High court approves 'bubble concept' for air-pollution control
| Washington
The Environmental Protection Agency (EPA) can now be more flexible when setting air-pollution standards. In a victory for the Reagan administration, the Supreme Court said Monday that environmental officials could use the ''bubble concept'' when deciding whether companies comply with the Clean Air Act. In a 6-to-0 decision, the justices ruled in effect that the controversial concept is a fair way to balance environmental concerns against the costs of pollution control.
Under the bubble concept, environmental enforcers take into account only the total amount of pollution that rises from a plant. Companies don't have to go through the process of measuring the emissions given off by each smokestack, or boiler, or furnace.
This approach gives companies more leeway in deciding how they're going to meet pollution requirements when planning new construction.
''For instance, you can have your new smokestack, as long as you make corresponding reductions (in emissions) elsewhere,'' an EPA official explains.
''And it's not one to one. You have to take out more (pollution) than you're going to put in.''
Industry - in particular steel and petrochemical companies - have pushed for this change because it saves them money. EPA estimates that each ''bubble'' it approves saves companies $3 million over the more traditional, smokestack-by-smokestack approach.
So far, EPA has approved 36 ''bubbles'' around the country since it instituted the policy in 1981. Agency officials would like to take the concept even further - allowing a company to operate a particularly dirty plant if it also builds one that is particularly clean, for instance.
But as an EPA executive admits, ''things have been moving somewhat slowly.''
States, who under law have much responsibility for environmental enforcement, aren't required to adopt the bubble concept.
Environmental groups, led by the National Resources Defense Council, challenged the approach in court, saying it would simply result in companies stalling the cleanup of plants, and in a general increase in pollution.
A federal appeals court had agreed with the environmentalists, ruling that the bubble concept couldn't be used in areas of the country that were in violation of federal air-pollution standards. The Supreme Court set aside that ruling.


Required action: Whenever the word "elements" appears on a line of the material below, that line is counted; state the total alone.

Data provided:
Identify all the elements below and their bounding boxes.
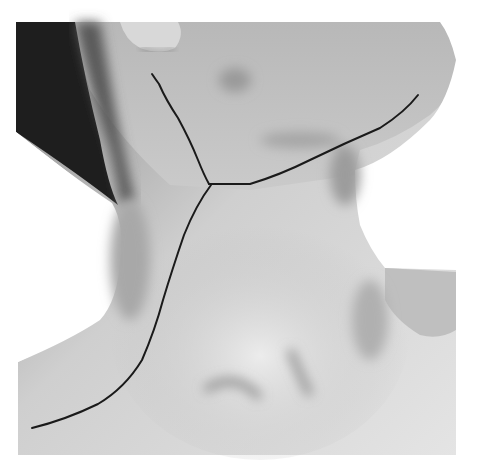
photo-canvas bbox=[0, 0, 482, 472]
neck-photograph bbox=[0, 0, 482, 472]
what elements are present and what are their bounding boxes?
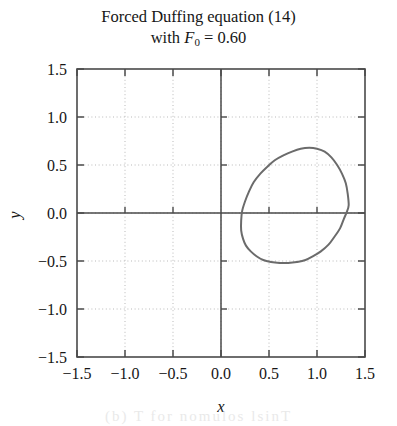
x-tick-label: −1.5 [62,365,91,382]
plot-canvas: −1.5−1.0−0.50.00.51.01.5 1.51.00.50.0−0.… [0,0,397,426]
chart-title-with-word: with [151,28,184,47]
x-tick-label: −1.0 [110,365,139,382]
x-tick-label: −0.5 [158,365,187,382]
duffing-phase-portrait-figure: Forced Duffing equation (14) with F0 = 0… [0,0,397,426]
forcing-amplitude-symbol: F [184,28,194,47]
x-tick-label: 1.5 [355,365,375,382]
x-tick-label: 0.5 [259,365,279,382]
y-tick-label: 1.0 [47,109,67,126]
x-axis-tick-labels: −1.5−1.0−0.50.00.51.01.5 [62,365,375,382]
y-axis-title: y [5,211,24,221]
x-tick-label: 1.0 [307,365,327,382]
y-tick-label: −0.5 [38,253,67,270]
x-tick-label: 0.0 [211,365,231,382]
chart-title-line-2: with F0 = 0.60 [0,27,397,49]
scan-bleedthrough-artifact: (b) T for nomulos lsinT [0,408,397,425]
chart-title-line-1: Forced Duffing equation (14) [0,6,397,27]
y-tick-label: 0.0 [47,205,67,222]
y-tick-label: −1.0 [38,301,67,318]
y-axis-tick-labels: 1.51.00.50.0−0.5−1.0−1.5 [38,61,67,366]
y-tick-label: −1.5 [38,349,67,366]
y-tick-label: 1.5 [47,61,67,78]
zero-axis-lines [77,69,365,357]
forcing-amplitude-value: = 0.60 [200,28,246,47]
y-tick-label: 0.5 [47,157,67,174]
chart-title: Forced Duffing equation (14) with F0 = 0… [0,6,397,49]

Finished exercise: 2